OOS 22-4
Recovery in frequently disturbed landscapes: Recolonization consequences for source areas

Wednesday, August 7, 2013: 2:30 PM
101D, Minneapolis Convention Center
Nika Galic, School of Biological Sciences, University of Nebraska-Lincoln, St. Paul, NE
Andreas Focks, Environmental Risk Assessment, Alterra, Wageningen University and Research Center, Wageningen, Netherlands
Valery Forbes, School of Biological Sciences, University of Nebraska, Lincoln, NE
Hans Baveco, Environmental Risk Assessment, Alterra, Wageningen University and Research Center, Wageningen, Netherlands
Paul van den Brink, Environmental Risk Assessment, Alterra, Wageningen University and Research Center, Wageningen, Netherlands
Background/Question/Methods

Populations in frequently disturbed landscapes, such as agroecosystems, may often experience significant losses. In such systems, many species carry important roles as providing units of ecosystem services, those ecosystem functions that are essential for sustaining human populations. To ensure the provision of such services, we need to therefore ensure the population persistence of key species in ecosystems. Recolonization of stressed habitats is one of the major and initial mechanisms of population recovery. The stressed and adjacent, non-stressed areas, can be compared to sinks and sources in classical metapopulation theory which predicts that movement between sinks and sources will not adversely affect the sources, as, by definition, the sinks are suboptimal habitats to which organisms are not generally adapted. When the sink habitats are those that are in essence the same as source habitats, only frequently disturbed species will not be adapted to avoiding them and significant losses from source areas may be assumed. This has been shown in theoretical and some field studies. Furthermore, this phenomenon may be enhanced in riverine networks where habitats are fully connected with a directional movement of organisms (through current velocities and drift).

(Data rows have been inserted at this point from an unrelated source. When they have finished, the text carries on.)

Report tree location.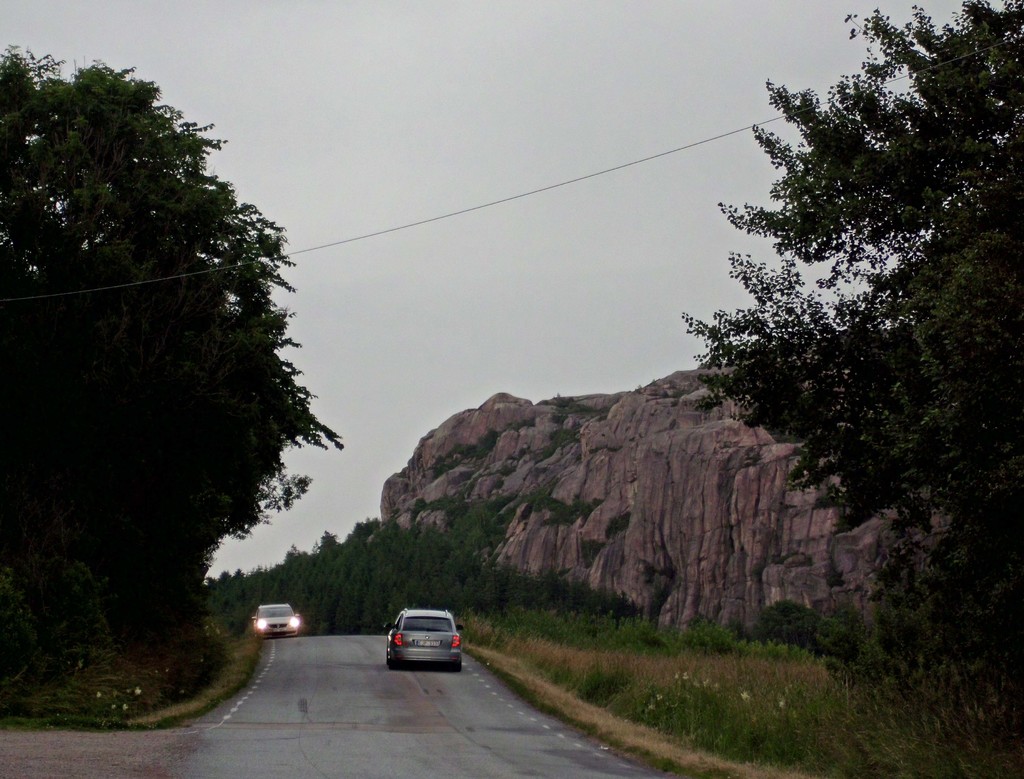
Report: x1=682 y1=29 x2=1018 y2=599.
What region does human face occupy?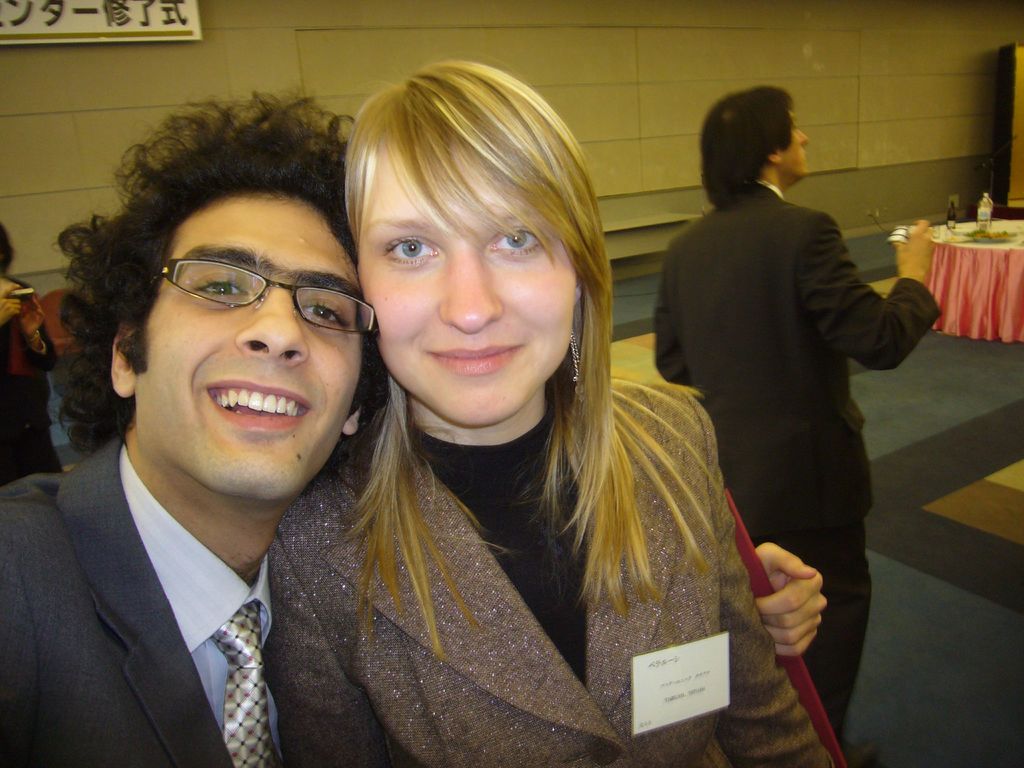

In our study, we tested such a riverine system and looked for consequences of colonization for the source habitats and the population in the total landscape. We simulated the dynamics of two species often found in European freshwater networks, Asellus aquaticus and Gammarus pulex, both significant contributors to the process of leaf litter decomposition. Our simulated landscapes span from simple linear water bodies to more complex ditch systems found in agricultural landscapes. We looked into how the severity and frequency of stress affected the population sizes in the sink and source habitats. Furthermore, we explored the consequences of recolonization on survival in sink habitats, as a possible compensatory mechanism for the population in the whole landscape.

Results/Conclusions

Our results show that the adverse effects of colonization in source areas depend on the complexity of the specific water network, and are in general spatially constrained. Expectedly, they increase with the frequency and severity of stress and are also dependent on the organism mobility. We discuss these findings in relation to real systems, with a special emphasis on the level of spatial scale at which such effects may be both measured and relevant.